10 December, 2010

garden aticle

The sun is now setting at the earliest hours of the year for a while. I find the weeks immediately after the New Year the most depressing. After all the holiday season is over the college football season done and the Super Bowl is still a month away. I mean what is there to do when the ground is frozen, it's dark and little to do? The biggest tease to me is that during the first weeks of January the days are getting longer. But still it is dark before 5 PM. The joke gets worse later in the month when the sun is just above the horizon when I pull in the driveway. Then I get out of the car and BLAST! Cold winds being thrown down from the Catskills on us poor souls in the valley between the mountains and the river. I guess the "beings" in the mountains are getting us back or sharing with us the colder weather and shorter seasons they have. Small price to pay I say for the better view of the horizons east and west they have than we do.
 
There is a small glimmer of hope this time of year in the garden world. Your local greenhouse. The inside of you car is a nice warm place on a sunny day in January even without the blower scalding your knees or knuckles with the same scorched air from your indoor furnace. The difference is that in a greenhouse you do not need your seat belt and an air bag will not go off if you bump your shopping cart into a table of plants at 2 MPH. Insurance on shopping carts is also cheaper since they do not go as fast and you don't really own them but rent them from the shop owner. I say rent because when you buy a tropical plant part of the price goes to pay for the shopping cart you just rammed into the plant display. I am not sure how the damage to the display table gets paid for.  
 
Another advantage, the best of all, is the humid lung repairing air in a greenhouse in the winter. Cold winter air just hurts when you inhale deeply. Scorched air from a car heater or furnace also hurts when taken in deeply. There us just something calming about a tropical greenhouse in the winter. Whether it's the longing for return of summer weather or just a respite, however brief, from Old Man Winter, humid warm greenhouse air has a healing affect on me and others. Add to that a fountain or pond filled with swimming fish and it is irresistible. Madison Avenue could not come up with a better marketing plan than a greenhouse in January.
 
While not possible without large wads of cash and even bigger oil tanks to recreate the entire experience at home we can create a  small piece of a tropical garden in a room in our home. Most plants end up in living rooms. Not a bad place. But is the living room a place we spend a lot of time in in the winter? How long do you stay in bed in cold weather? Have you ever thought of taking the private sanctuary of your bedroom to the next level? A tropical paradise perhaps even with a table top fountain or at least a nature CD of waves, birds and moving water. 
 
You already have part of the equipment for complete relaxation away from the TV. A bed, huge comforters and if like me several pillows. Also nearby is a lamp to read by and a small bookcase complete with 6-10 books I am in the middle of reading. Most master bedrooms have at least some windows. These windows have at least a 50% chance of facing the right direction to support life (plant life).
 
Should you not have windows facing the right direction there are plenty of light fixtures that fit neatly onto bakers racks that can hold many plants all in one tidy garden space. Plants clean our air by filtering out toxins like formaldehyde. They also provide oxygen. No amount of houseplants will provide enough oxygen for our needs but they will give you fresh air like never before. Plants by their very nature have a calming and nurturing effect on people. Any doubters of this fact just need to visit a greenhouse on a sunny day in winter.

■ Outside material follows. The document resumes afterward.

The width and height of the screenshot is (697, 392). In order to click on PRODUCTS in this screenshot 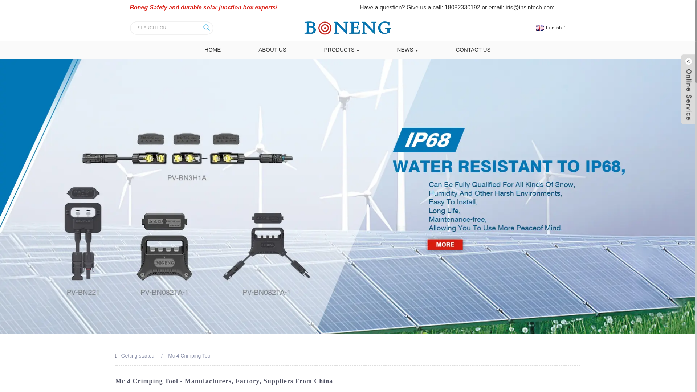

Smiles abound people slow down and enjoy the experience.
 
A simple primer on light for indoor plants. During the winter the sun is low enough in the sky so most any plant can handle direct sun. The best light for most of the year is called bright indirect light. This simply means as much light as possible without getting any direct sun. This is generally just to the side of south facing glass or 6-8 feet across the room from such facings of glass. The same quality light can be gotten directly in an easterly window or a western window that gets early evening sun.  
 
Medium light comes from  sitting directly in a northerly facing window. No room for error here. Moving to any side out of the northern exposure and you end up in the dark in most cases. Very few plants grown in dark areas.
 
Room color plays a huge role in lighting for plants. Brightly painted rooms scatter light all around offering up larger canvasses of bright light and limiting areas of medium or low light. On the other hand dark colored rooms limit dramatically the bright light areas as the darker colors soak up rather than spread light around.
 
And last and most important for "planting up" a master garden suite, always by the plant for the lighting you have or will provide. Do not buy a bright multi-colored Croton if you have dark walls and no plans on running plant lights 8 hours a day. Plant care tags should have the lighting and care instructions right in place sight. Often the light needs are color coded. Yellow usually means bright light and purple or dark colors indicate plants that will take lower light conditions.
So there you have it...........a remedy for the winter doldrums and a healthy start to the New Year.